"I don't know what's going to happen if they begin to let women in baseball. Of course, they will never make good. Why? Because they are too delicate. It would kill them to play ball every day." -Babe RuthYes, one of the greatest baseball players of all time was a sexist ... but he would come to eat those words. When Babe Ruth went down on strikes in an exhibition game in Chattanooga in 1931, it was at the hand of a pitcher derided as a freak. Just a little girl! Sports is a kingdom of men. Always has been. Always will be?
"The Yankees will meet a club here that has a girl pitcher named Jackie Mitchell, who has a swell change of pace and swings a mean lipstick. I suppose that in the next town the Yankees enter they will find a squad that has a female impersonator in left field, a sword swallower at short, and a trained seal behind the plate. Times in the South are not only tough but silly." Source: The New York Daily News (April 2, 1931)That pitcher, that lipstick swinger, was teenage left-hander Jackie Mitchell, one of the most talented female hurlers ever to take the mound, and a pioneer for women in the sport, despite being run out of professional baseball just as her career was starting. She was signed to the Southern Association AA Chattanooga Lookouts at just 17-years-old. And in April of that same year, the mighty New York Yankees stopped by for an exhibition game.

Lookouts manager Bert Niehoff initially started the game with Clyde Barfoot, but after he surrendered a double and a single, the signal was sent out for Jackie Mitchell. Imagine the expressions on the Yankees' faces when the rookie southpaw (in a custom-made baggy white uniform) stepped up on to the mound to face their team. Even worse, imagine the pressure she endured, as the first batter of her baseball career was none other than the "Sultan of Swat" Babe Ruth!
Mitchell's pitching arsenal consisted of only one pitch - a dropping curve ball known as a "sinker" and she used it like no other ace had before (or after). A grinning Bambino took ball one, and then swung at (and missed) the next two. Jackie's fourth pitch caught the corner of the plate for a called-strike infuriating an embarrassed Ruth who promptly threw his bat and stomped back into the Yankees' dugout. For a healthy swig of rye, I suspect.
Next up was none-other than "The Iron Horse" Lou Gehrig who followed the Babe's lead and swung at three in a row for "K" number two. Mitchell had blown away two of the greatest sluggers even to don the pinstripes. God, I wish I'd been there. After a standing ovation, she walked Tony Lazzeri and was pulled in favor of the returning Barfoot. Despite her historical performance on the mound, the Yankees went on to win the contest 14-4.
A few days later, Baseball Commissioner Kenesaw Mountain Landis voided Mitchell's contract, claiming that baseball was "too strenuous" for a woman. It was a gross injustice and an obvious ploy to curb the embarrassment of their bruised male egos. MLB formally banned the signing of women to contracts on June 21, 1952.
It is now 76 years since Jackie Mitchell struck out Babe Ruth and Lou Gehrig in her first (and last) outing as a pitcher. And 55 years have passed since MLB banned women in the sport. Have those delicate (to use Babe Ruth's term) male egos not healed yet? What could they possibly be afraid of? And would the sport become less competitive or just less exclusive if women were allowed to compete? If I had the stuff to strike out Derek Jeter ... Aw, c'mon, put me in coach!
2 comments:
The skirt pitched one inning. Don't get me wrong, it's cool and all, but a anybody with a tricky pitch could get through an inning.
Striking out Babe Ruth and Lou Gehrig at age 17 in your first major outing is not just "cool and all". Skirt or not. I'm wondering what might have become of Jackie if she hadn't been shut down so finally. And what if other women had been allowed to try?
I can think of only three things that women can do on this planet that men cannot. Give birth, become a nun and enter a beauty pageant. Give me a break.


In the copy you make, include no pictures, and transcribe every record exactly.

Figure record listings:
+ + + + + + +

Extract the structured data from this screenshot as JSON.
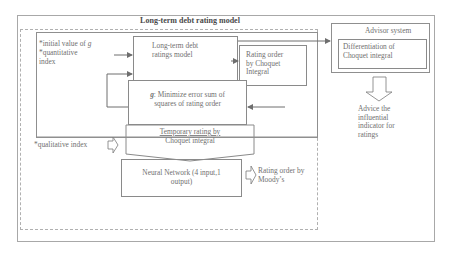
{
  "diagram": {
    "main_title": "Long-term debt rating model",
    "inputs": {
      "initial_value_line": "*initial value of ",
      "initial_value_symbol": "g",
      "quantitative_line1": "*quantitative",
      "quantitative_line2": "index",
      "qualitative": "*qualitative index"
    },
    "boxes": {
      "ratings_model": {
        "line1": "Long-term debt",
        "line2": "ratings model"
      },
      "rating_order_choquet": {
        "line1": "Rating order",
        "line2": "by Choquet",
        "line3": "Integral"
      },
      "minimize_error": {
        "symbol": "g",
        "line1_rest": ": Minimize error sum of",
        "line2": "squares of rating order"
      },
      "temporary_rating": {
        "line1": "Temporary rating by",
        "line2": "Choquet integral"
      },
      "neural_network": {
        "line1": "Neural Network (4 input,1",
        "line2": "output)"
      }
    },
    "outputs": {
      "moodys_line1": "Rating order by",
      "moodys_line2": "Moody’s"
    },
    "advisor": {
      "title": "Advisor system",
      "inner_line1": "Differentiation of",
      "inner_line2": "Choquet integral",
      "advice_line1": "Advice the",
      "advice_line2": "influential",
      "advice_line3": "indicator for",
      "advice_line4": "ratings"
    },
    "colors": {
      "line": "#8a8a8a",
      "dashed": "#b0b0b0",
      "arrow": "#6e6e6e",
      "text": "#707070"
    }
  }
}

+ + + + + + +

Answer space
Extract the structured data from this screenshot as JSON.
{
  "diagram": {
    "main_title": "Long-term debt rating model",
    "inputs": {
      "initial_value_line": "*initial value of ",
      "initial_value_symbol": "g",
      "quantitative_line1": "*quantitative",
      "quantitative_line2": "index",
      "qualitative": "*qualitative index"
    },
    "boxes": {
      "ratings_model": {
        "line1": "Long-term debt",
        "line2": "ratings model"
      },
      "rating_order_choquet": {
        "line1": "Rating order",
        "line2": "by Choquet",
        "line3": "Integral"
      },
      "minimize_error": {
        "symbol": "g",
        "line1_rest": ": Minimize error sum of",
        "line2": "squares of rating order"
      },
      "temporary_rating": {
        "line1": "Temporary rating by",
        "line2": "Choquet integral"
      },
      "neural_network": {
        "line1": "Neural Network (4 input,1",
        "line2": "output)"
      }
    },
    "outputs": {
      "moodys_line1": "Rating order by",
      "moodys_line2": "Moody’s"
    },
    "advisor": {
      "title": "Advisor system",
      "inner_line1": "Differentiation of",
      "inner_line2": "Choquet integral",
      "advice_line1": "Advice the",
      "advice_line2": "influential",
      "advice_line3": "indicator for",
      "advice_line4": "ratings"
    },
    "colors": {
      "line": "#8a8a8a",
      "dashed": "#b0b0b0",
      "arrow": "#6e6e6e",
      "text": "#707070"
    }
  }
}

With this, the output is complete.